Monday
Oct012018

An Apple A Day: How Micro Decisions Can Make or Break You

If you know what you want and know what to do to get there, you are fortunate.

For most people it is a case of try, try again, try something else, take a few steps sideways and maybe one or two back before they feel they are on something like the right track.
But I’ve come to the conclusion – that’s OK

When I get into my car I can’t plug a destination into the GPS and wait for it to take me there (well not yet at any rate), no I have to drive the car using the years of knowledge and practice, understanding that things will get in my way, I may have to make detours and I may be stuck in many traffic snarls before I reach my destination – AND THAT IS ONE JOURNEY!

So we look at this thing called life and ask, why isn’t it working for me? Why isn’t it just simple, why do I have to work so hard?

Now there are many reasons why and we will get into those, but for now, just accept that some things just are. What you find easy to do I may hate and not want to do, or I may just not be any good at it.

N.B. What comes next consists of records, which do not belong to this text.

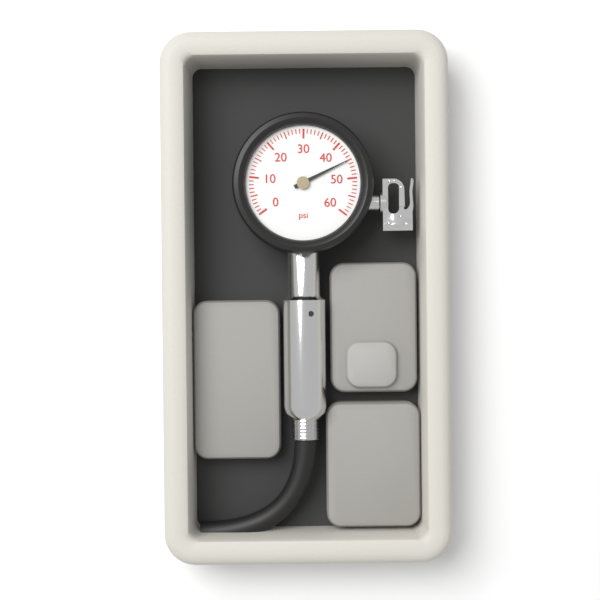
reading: 45 psi
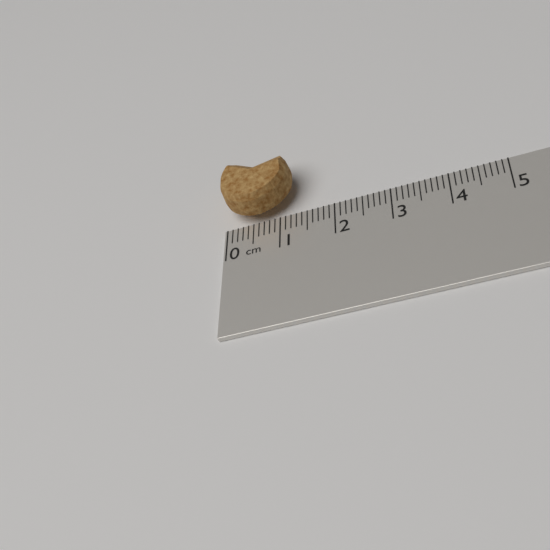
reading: 1.3 cm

I can knit, I cannot as yet crochet very well. And I may not be able to crochet as well as I used to knit, and you know what that is just fine, and the reason that is – is because I am not yet willing to work hard at it. Learning the stitches, learning how to hold the hook, it’s still a little weird for me, much like eating with chopsticks is. Give me a fork and or spoon to eat rice with any day. But if you’ve been brought up using chopsticks, you may well find it weird to use a fork. I don’t know, I don’t have your background and experience, and you don’t have mine.
And that is one of the keys to life’s great puzzles.
 
We cannot look at someone else's life and say – why isn’t my life like that?
 
Why can’t I do that?
 
History and Experiences
 
Look at it like this, even member of the same family don’t have the same history and experiences. We take different classes at school, we hang out with different people, we eat different foods, watch different programs, read different stuff. I know me and my siblings are on very different paths. 

And that is just one tiny aspect of our separate lives.
If you’ve read my Linked In bio you will know a little more about me, my elder sister is an end of life carer the youngest brother is a mechanic, my other brother as some of you know took his own life more than 3 decades ago, so who knows where he would have ended up, and what he would have done.

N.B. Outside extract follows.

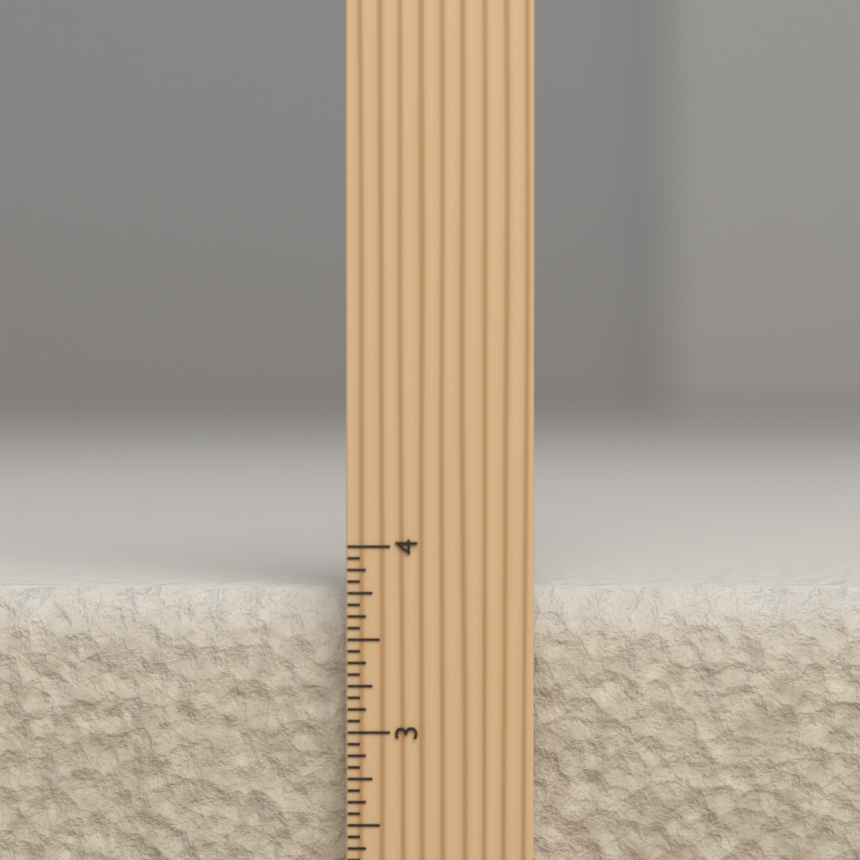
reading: 3.7500 inch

Same family, different paths, different experiences and very different outcomes.
 
So – we began this piece on where to from here?
 
And the answer is – it’s up to you.
 
There are some things to consider, your journey will be very different (but similar) from everyone else you know:
  • You will go to school
  • You will learn a bunch of stuff
  • You may go onto college or university and learn a whole lot more stuff
  • You may go into the working environment where you will learn stuff and you will apply that knowledge and learning to allow the company you work for to do their stuff
  • You will go on holiday
  • You will eat, drink, play games, read books, watch television, go to concerts or movies, have family gatherings, get married, have a family, or not.
  • Some of you will make sport your job, and some of you will enjoy playing sport to keep fit and healthy while others will enjoy watching it.
  • You might have minor ailments or you may have a battle with something more deadly, or you will know someone who does.
  • And then at some point or other, we pass on to the next phase.
But inside each of those chapters, those major decisions are millions upon millions of micro decisions that we have made which go to make up who we are at this actual moment in time.
 
Do I go for a walk or do I carry on writing? Do I write well or is it ho hum, no passion, just words on paper.
 
A friend once told me I have begun to write with the same passion about my yoga exploits as I did when I took pole dancing lessons.
 
And I had to look back at the photographs, that was a long time ago in a galaxy bar, far far away before the addition of 15 kilos and a decade of stress has turned me into someone who can no longer bend over and touch her nose to her knees, or balance on one leg while standing still with her arms in the air.

It’s not that I am unfit, I do a thrice weekly 5+ km walk regardless of the weather, and it’s a walk not a stroll, and I do plenty of those reaching for those illusive 10,000 steps the health people say is the ultimate in exercise to lazy ratio. I also try and fit in 3 weight training sessions a week but it wasn’t enough, so I added yoga to the mix after Mike repeatedly sent me the Groupon voucher for a 12 week session for $39. It’s close to his place so you’d think it would be easy to fit in. But in reality I can only do a single session a week because I work a good 25km away and get half an hour for lunch. 

An Apple A Day
 
Jim Rohn once said, what if it were as simple as an apple a day keeps the doctor away – wouldn’t we do it. Why don’t we do it? Because it’s easy to do it’s also easy not to do. We  don’t eat an apple today and tonight we’re not sick... so tomorrow when we are faced with the decision whether to eat the apple or go for the chocolate which will we take?

Interesting philosophy isn’t it.
 
How long does it take to eat your average apple? Answer – not very long. We can even multi-task while we do it. Same with the chocolate
 
Micro decisions - they can make or break us.